I have never really liked anything the Wachovskis have done; I felt the Matrix series failed the rules-consistency test (the underlying premise, of humans as batteries, was ridiculous). I love the novel Cloud Atlas, and felt their attempt to film it was a well-intentioned failure. On the other hand, I thought Michael Straczynski’s Babylon Five was good science fiction. Now they are all collaborating, on a Netflix series called Sense8, which is surprisingly good television, not just at the routine level of a well-working entertainment machine: it is a show which can get away with having a character perform most of a Beethoven piano concerto in an extended scene, or set another in a Mexican museum in which we are treated to a long but interesting conversation about the work of Diego Rivera. The conceit is that eight people around the world are telepathically connected to each other in a cluster, while other people are hunting them down to destroy them, not wishing a new species to come into the world. This kind of complicated back story risks incoherence and deus ex machina, from which the series is not completely exempt. But the story telling has stayed mainly consistent with its own rules about the circumstances in which members of the cluster can see, hear and help one another. The human element has come to the fore as even the weaker members have discovered within themselves skills helpful to the others; among the most interesting is a gay, closeted Mexican actor who is physically and morally rather cowardly, but the guy you call on when you need to tell a persuasive lie or charm someone. A Kenyan matutu driver shows up if you need to hot-wire a vehicle, or to drive for you if you are being chased by the bad guys. There is a cop, a hacker, a woman kung fu fighter, a German gangster who is a sociopath and who sits in for the cop at a moment when it is necessary to persuade a supervillain that the heroes have a complete disregard for human life. There are quiet moments when cluster members visit each other just to shoot the breeze, hence the Diego Rivera conversation.

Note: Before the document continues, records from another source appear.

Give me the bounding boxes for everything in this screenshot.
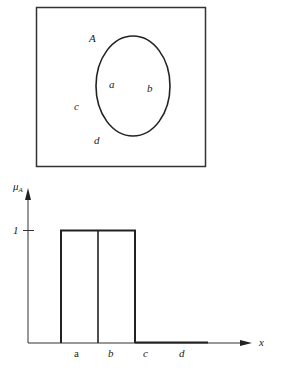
y-axis-arrow-icon	[25, 188, 31, 200]
set-a-ellipse	[96, 36, 170, 136]
venn-diagram: A a b c d	[37, 8, 206, 167]
y-tick-label: 1	[13, 224, 19, 236]
element-c: c	[74, 100, 79, 112]
mu-subscript: A	[18, 186, 24, 194]
x-label-b: b	[108, 347, 114, 359]
x-label-d: d	[179, 347, 185, 359]
y-axis-label: μA	[12, 180, 24, 194]
set-label-a: A	[88, 32, 96, 44]
element-b: b	[147, 82, 153, 94]
element-d: d	[94, 134, 100, 146]
x-label-a: a	[74, 347, 79, 359]
x-axis-arrow-icon	[240, 340, 252, 346]
x-label-c: c	[143, 347, 148, 359]
element-a: a	[109, 78, 115, 90]
x-axis-label: x	[258, 336, 264, 348]
membership-chart: 1 μA a b c d x	[12, 180, 264, 359]
diagram-canvas: A a b c d 1 μA a b c d x	[0, 0, 281, 376]
universe-box	[37, 8, 206, 167]
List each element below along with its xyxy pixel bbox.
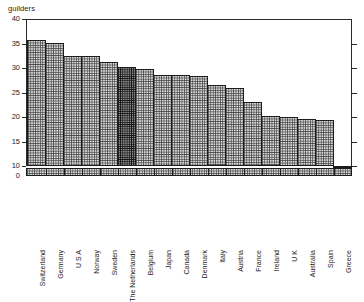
bar — [171, 75, 190, 166]
base-strip-divider — [46, 169, 47, 175]
bar — [27, 40, 46, 166]
x-axis-category-text: Spain — [327, 250, 334, 268]
y-tick-label: 35 — [4, 40, 20, 48]
y-tick-mark — [22, 93, 26, 94]
x-axis-category-text: The Netherlands — [129, 250, 136, 302]
x-axis-category-text: Switzerland — [39, 250, 46, 286]
y-tick-label: 40 — [4, 15, 20, 23]
x-axis-category-label: U S A — [75, 250, 82, 268]
bar — [297, 119, 316, 166]
base-strip-divider — [316, 169, 317, 175]
y-tick-mark-right — [352, 117, 357, 118]
y-tick-mark-right — [352, 166, 357, 167]
x-axis-category-text: Belgium — [147, 250, 154, 275]
y-tick-label: 10 — [4, 162, 20, 170]
x-axis-category-label: Italy — [219, 250, 226, 263]
base-strip-divider — [64, 169, 65, 175]
bar — [81, 56, 100, 166]
base-strip-divider — [244, 169, 245, 175]
base-strip-divider — [100, 169, 101, 175]
x-axis-category-text: Japan — [165, 250, 172, 269]
base-strip-divider — [208, 169, 209, 175]
y-tick-mark — [22, 44, 26, 45]
x-axis-category-label: Ireland — [273, 250, 280, 271]
bar — [261, 116, 280, 166]
base-strip-divider — [226, 169, 227, 175]
y-tick-mark — [22, 68, 26, 69]
y-tick-mark-right — [352, 142, 357, 143]
axis-base-strip — [26, 168, 352, 176]
x-axis-category-text: Ireland — [273, 250, 280, 271]
base-strip-divider — [172, 169, 173, 175]
base-strip-divider — [280, 169, 281, 175]
bar — [135, 69, 154, 166]
y-tick-mark-right — [352, 68, 357, 69]
x-axis-category-label: Sweden — [111, 250, 118, 275]
x-axis-category-label: Germany — [57, 250, 64, 279]
y-tick-label: 25 — [4, 89, 20, 97]
bar — [207, 85, 226, 166]
x-axis-category-label: Belgium — [147, 250, 154, 275]
y-tick-label: 0 — [4, 172, 20, 180]
x-axis-category-label: U K — [291, 250, 298, 262]
x-axis-category-text: Denmark — [201, 250, 208, 278]
base-strip-divider — [262, 169, 263, 175]
x-axis-category-text: U S A — [75, 250, 82, 268]
base-strip-divider — [136, 169, 137, 175]
y-tick-mark-right — [352, 44, 357, 45]
x-axis-category-text: U K — [291, 250, 298, 262]
y-tick-label: 15 — [4, 138, 20, 146]
x-axis-category-text: Greece — [345, 250, 352, 273]
base-strip-divider — [118, 169, 119, 175]
bar — [279, 117, 298, 166]
y-tick-mark — [22, 166, 26, 167]
base-strip-divider — [154, 169, 155, 175]
bar — [117, 67, 136, 166]
bar — [189, 76, 208, 166]
y-tick-label: 20 — [4, 113, 20, 121]
y-axis-unit-label: guilders — [8, 4, 35, 13]
x-axis-category-text: Canada — [183, 250, 190, 275]
x-axis-category-label: Japan — [165, 250, 172, 269]
base-strip-divider — [190, 169, 191, 175]
x-axis-category-label: Denmark — [201, 250, 208, 278]
bar — [315, 120, 334, 166]
bars-area — [27, 19, 351, 166]
bar — [99, 62, 118, 166]
x-axis-category-label: Canada — [183, 250, 190, 275]
bar — [153, 75, 172, 166]
x-axis-category-text: Norway — [93, 250, 100, 274]
x-axis-labels: SwitzerlandGermanyU S ANorwaySwedenThe N… — [27, 178, 351, 252]
x-axis-category-text: Germany — [57, 250, 64, 279]
x-axis-category-label: Australia — [309, 250, 316, 277]
x-axis-category-label: Greece — [345, 250, 352, 273]
x-axis-category-text: Italy — [219, 250, 226, 263]
x-axis-category-label: Norway — [93, 250, 100, 274]
y-tick-mark — [22, 117, 26, 118]
x-axis-category-label: France — [255, 250, 262, 272]
x-axis-category-text: France — [255, 250, 262, 272]
base-strip-divider — [82, 169, 83, 175]
base-strip-divider — [298, 169, 299, 175]
bar — [225, 88, 244, 166]
y-tick-mark-right — [352, 93, 357, 94]
y-tick-mark — [22, 19, 26, 20]
x-axis-category-label: Austria — [237, 250, 244, 272]
y-tick-label: 30 — [4, 64, 20, 72]
x-axis-category-label: The Netherlands — [129, 250, 136, 302]
bar — [63, 56, 82, 166]
base-strip-divider — [334, 169, 335, 175]
x-axis-category-label: Switzerland — [39, 250, 46, 286]
y-tick-mark — [22, 142, 26, 143]
bar — [243, 102, 262, 166]
x-axis-category-text: Australia — [309, 250, 316, 277]
bar — [45, 43, 64, 166]
x-axis-category-text: Austria — [237, 250, 244, 272]
x-axis-category-label: Spain — [327, 250, 334, 268]
x-axis-category-text: Sweden — [111, 250, 118, 275]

On a higher level, and this is what makes it great television, Sense8 tells stories about widely varying cultures. The Korean kung fu fighter lives in a patriarchal society, confesses to a business crime she didn’t commit in order to protect her father and brother. The Kenyan is trying desperately to obtain AIDS medicine for his mom. The Mexican actor is trying to succeed in a macho world while hiding the fact that he has a male lover to whom he is monogamously committed. This story alone is a lovely example of a new breed of story-telling. The first movie in which I remember seeing gay characters was Mel Brooks’ The Producers, a farce of course, but in which the gay men were relentlessly campy and frivolous. Here, the actor’s lover is a quiet, intellectual, bearded man who is much smarter than him. For older heterosexual viewers who may never in their formative years have known an out gay man, portraying the normality, the every day ups and downs of this relationship, is another way of making the extraordinary ordinary. The hacker is a transgender woman (as is one of the Wachovskis). There is an Indian woman scientist wondering whether to go through with a semi-arranged marriage (and praying to a statue of the elephant god, Ganesh, for guidance). Characters drop little comments that help to paint the worlds they inhabit, and which suggest that the film-makers have tapped into a real knowledge of the various cultures. An Icelandic woman DJ with a famous pianist father comments that Icelanders adore compatriots who became known elsewhere, then came home. This is the kind of dialog that would light up any kind of movie, and take it out of the merely pedestrian realm.